Customisation without guilt
On Linux, customising your environment is the point. You’re expected to rice your setup, swap out components, write scripts that hook into everything, and generally make the OS yours. Nothing about this feels wrong or fragile.
On Mac there’s an underlying sense — reinforced occasionally by Apple’s decisions — that you’re a guest in someone else’s house. You can move the furniture, but you shouldn’t take the walls down. System extensions get deprecated, private APIs stop working, something that worked fine on Ventura quietly breaks on Sonoma. The platform doesn’t meet you where you are; it meets you where Apple decided you should be.
The joy of a clean install
On Linux, a fresh install is genuinely fresh. And I mean that literally — you can bake your entire setup directly into the ISO. Boot it, click install, walk away, and come back to a fully configured machine. Everything: packages, dotfiles, services, users, partitions. No post-install script you have to remember to run, no second phase. The installer just does it all. Reinstalling a Linux machine felt almost satisfying.
Mac has Time Machine and iCloud, and they work fine. But restoring from a backup isn’t the same thing. You get your stuff back, yes, but you also get everything else — the accumulated junk, the forgotten login items, the apps you half-uninstalled, the preferences that made sense two years ago. It’s a xerox of your old machine, not a clean one.
You can do a clean Mac install and then install things manually, but macOS isn’t really designed around that workflow. App Store apps, casks, system preferences spread across a dozen panes, license keys for paid apps you half-remember buying — it’s fiddly in a way that a clean Linux reinstall with a good dotfiles repo never is. There’s no brew bundle file that captures everything, no single source of truth for your system state. You inevitably remember something you forgot two weeks later.

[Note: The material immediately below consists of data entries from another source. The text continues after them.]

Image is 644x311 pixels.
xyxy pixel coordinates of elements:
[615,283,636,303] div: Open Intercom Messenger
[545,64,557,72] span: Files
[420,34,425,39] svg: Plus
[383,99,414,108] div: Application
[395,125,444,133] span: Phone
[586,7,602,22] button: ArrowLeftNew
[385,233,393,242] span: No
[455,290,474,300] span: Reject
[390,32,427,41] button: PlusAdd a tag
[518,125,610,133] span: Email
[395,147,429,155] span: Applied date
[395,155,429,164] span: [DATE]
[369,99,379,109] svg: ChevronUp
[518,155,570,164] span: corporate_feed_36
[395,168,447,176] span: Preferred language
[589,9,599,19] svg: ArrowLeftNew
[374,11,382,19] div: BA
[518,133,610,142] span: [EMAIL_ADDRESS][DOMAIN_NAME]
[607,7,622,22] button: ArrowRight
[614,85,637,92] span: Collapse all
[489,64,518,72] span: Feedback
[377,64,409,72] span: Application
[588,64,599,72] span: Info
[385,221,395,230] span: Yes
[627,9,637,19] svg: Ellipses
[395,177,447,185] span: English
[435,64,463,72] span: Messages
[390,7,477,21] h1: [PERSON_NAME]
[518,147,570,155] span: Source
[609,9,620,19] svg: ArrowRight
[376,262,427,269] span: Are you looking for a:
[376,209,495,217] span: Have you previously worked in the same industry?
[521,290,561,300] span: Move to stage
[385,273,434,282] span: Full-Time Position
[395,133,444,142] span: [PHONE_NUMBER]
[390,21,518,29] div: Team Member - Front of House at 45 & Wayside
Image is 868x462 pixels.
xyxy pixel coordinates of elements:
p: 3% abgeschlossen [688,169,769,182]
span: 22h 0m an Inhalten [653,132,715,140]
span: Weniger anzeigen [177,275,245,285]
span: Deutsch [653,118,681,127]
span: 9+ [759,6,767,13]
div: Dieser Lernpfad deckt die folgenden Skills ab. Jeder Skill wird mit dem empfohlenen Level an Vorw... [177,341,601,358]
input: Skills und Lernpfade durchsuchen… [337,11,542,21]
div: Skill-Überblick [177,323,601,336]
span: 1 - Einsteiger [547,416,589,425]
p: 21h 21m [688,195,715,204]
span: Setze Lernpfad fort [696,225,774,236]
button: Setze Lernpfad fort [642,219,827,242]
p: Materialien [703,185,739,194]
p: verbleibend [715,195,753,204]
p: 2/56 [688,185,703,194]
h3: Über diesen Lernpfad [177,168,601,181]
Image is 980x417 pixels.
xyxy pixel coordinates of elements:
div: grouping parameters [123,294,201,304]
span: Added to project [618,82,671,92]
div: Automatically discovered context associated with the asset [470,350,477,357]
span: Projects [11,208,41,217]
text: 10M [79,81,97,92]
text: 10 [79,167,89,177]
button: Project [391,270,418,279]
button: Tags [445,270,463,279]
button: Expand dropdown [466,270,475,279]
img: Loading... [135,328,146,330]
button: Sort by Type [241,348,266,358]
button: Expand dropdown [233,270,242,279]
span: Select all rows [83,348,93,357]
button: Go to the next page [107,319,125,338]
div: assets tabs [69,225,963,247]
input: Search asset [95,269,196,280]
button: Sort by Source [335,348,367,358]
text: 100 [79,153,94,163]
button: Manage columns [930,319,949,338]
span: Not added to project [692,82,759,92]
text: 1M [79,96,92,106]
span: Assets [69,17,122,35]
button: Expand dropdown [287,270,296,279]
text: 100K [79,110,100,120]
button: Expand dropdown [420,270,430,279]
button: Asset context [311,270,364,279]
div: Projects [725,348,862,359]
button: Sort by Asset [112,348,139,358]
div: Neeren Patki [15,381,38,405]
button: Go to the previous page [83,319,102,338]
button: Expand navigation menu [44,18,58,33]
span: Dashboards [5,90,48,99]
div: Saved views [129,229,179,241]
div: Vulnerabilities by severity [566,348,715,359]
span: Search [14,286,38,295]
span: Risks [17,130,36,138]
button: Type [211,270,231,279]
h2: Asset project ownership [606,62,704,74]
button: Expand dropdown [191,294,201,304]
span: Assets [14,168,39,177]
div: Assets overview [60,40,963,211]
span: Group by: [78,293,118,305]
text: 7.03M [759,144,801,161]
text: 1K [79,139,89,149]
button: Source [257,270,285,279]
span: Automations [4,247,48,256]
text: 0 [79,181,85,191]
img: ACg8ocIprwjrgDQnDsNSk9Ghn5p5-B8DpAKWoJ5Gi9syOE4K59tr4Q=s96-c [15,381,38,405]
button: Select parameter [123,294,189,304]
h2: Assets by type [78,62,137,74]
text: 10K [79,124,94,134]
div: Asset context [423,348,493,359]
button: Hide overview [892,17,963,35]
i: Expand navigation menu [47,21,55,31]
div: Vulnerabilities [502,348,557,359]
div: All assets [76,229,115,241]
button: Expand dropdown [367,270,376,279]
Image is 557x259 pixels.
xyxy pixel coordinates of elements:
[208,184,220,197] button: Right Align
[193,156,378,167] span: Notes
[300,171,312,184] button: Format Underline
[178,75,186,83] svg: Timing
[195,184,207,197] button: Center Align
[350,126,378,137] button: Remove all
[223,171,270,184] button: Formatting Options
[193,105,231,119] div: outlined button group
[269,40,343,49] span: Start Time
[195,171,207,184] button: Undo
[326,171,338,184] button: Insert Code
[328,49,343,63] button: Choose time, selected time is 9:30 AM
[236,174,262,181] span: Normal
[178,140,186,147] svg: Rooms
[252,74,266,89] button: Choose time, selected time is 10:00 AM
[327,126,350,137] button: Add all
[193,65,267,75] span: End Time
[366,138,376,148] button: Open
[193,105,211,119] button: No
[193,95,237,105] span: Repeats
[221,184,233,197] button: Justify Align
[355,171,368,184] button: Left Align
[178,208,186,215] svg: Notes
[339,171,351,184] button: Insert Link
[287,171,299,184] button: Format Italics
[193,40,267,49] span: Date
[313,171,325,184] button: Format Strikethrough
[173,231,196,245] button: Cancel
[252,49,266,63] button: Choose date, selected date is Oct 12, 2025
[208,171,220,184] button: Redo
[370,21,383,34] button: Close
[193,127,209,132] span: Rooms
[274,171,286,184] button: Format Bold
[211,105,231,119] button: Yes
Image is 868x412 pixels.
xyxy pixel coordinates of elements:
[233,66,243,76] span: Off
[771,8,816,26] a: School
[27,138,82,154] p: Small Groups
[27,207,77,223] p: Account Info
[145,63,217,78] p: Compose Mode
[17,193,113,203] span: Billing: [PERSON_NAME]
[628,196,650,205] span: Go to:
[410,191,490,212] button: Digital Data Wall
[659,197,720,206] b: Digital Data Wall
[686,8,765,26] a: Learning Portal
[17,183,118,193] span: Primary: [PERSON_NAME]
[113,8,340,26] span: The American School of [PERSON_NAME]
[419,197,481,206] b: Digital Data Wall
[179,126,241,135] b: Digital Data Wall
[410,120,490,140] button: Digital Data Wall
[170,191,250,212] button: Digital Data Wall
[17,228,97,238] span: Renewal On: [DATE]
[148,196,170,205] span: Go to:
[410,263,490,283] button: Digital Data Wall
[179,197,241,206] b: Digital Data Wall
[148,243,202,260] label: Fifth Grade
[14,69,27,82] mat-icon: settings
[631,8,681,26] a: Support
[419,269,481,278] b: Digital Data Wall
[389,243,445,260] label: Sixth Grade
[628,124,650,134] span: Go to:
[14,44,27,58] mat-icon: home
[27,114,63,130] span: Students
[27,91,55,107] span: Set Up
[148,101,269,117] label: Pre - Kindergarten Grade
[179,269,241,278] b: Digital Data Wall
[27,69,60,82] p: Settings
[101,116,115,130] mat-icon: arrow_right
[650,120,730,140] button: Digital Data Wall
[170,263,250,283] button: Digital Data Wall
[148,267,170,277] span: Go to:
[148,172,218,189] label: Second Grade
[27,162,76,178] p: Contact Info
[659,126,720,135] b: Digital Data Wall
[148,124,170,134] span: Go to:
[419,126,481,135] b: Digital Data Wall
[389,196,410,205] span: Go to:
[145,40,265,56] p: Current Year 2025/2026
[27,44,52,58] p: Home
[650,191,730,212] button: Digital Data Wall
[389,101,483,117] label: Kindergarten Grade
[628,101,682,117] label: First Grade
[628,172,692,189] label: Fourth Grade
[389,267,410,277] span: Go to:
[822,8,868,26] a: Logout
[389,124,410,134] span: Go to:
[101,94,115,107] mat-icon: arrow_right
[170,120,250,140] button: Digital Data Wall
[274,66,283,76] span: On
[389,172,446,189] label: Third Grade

Keyboard remapping shouldn’t require a dedicated app
I use an external keyboard that wasn’t designed for Mac. On Linux, remapping keys is a few lines in a config file — xmodmap, keyd, udev rules, whatever fits your setup. It’s text, it’s version-controllable, it lives in your dotfiles.
On Mac I ended up using Ukulele to create a custom keyboard layout, which works, but it’s the kind of solution that reminds you you’re working around the platform rather than with it. A graphical tool to produce an XML file that macOS will deign to load as a keyboard layout — it’s not hard, but it’s not the clean, composable approach you get on Linux. And if you reinstall, you have to remember to copy the layout file across manually, because nothing in the standard backup flow thinks to ask about custom keyboard layouts.
The things that don’t miss me back
To be fair: I don’t miss fighting GPU drivers. I don’t miss Bluetooth that required ritual sacrifices to connect a headset. I don’t miss the printer situation. I don’t miss application windows that assumed a certain desktop environment and looked wrong everywhere else. I don’t miss the fragmentation across distros making it hard to share setup instructions with anyone.
The move to Mac was the right call for where I am now. The hardware is too good, the app ecosystem is too useful, and the time I was spending on Linux maintenance was time I wasn’t spending building things. But I notice the gaps. The open source gravity most of all — that feeling of knowing someone has been here before you and left the path marked. Mac is polished in ways Linux isn’t, but Linux is open in a way Mac never quite manages to be.
I still have an old ThinkPad running Arch in the corner. I’m not ready to fully let go.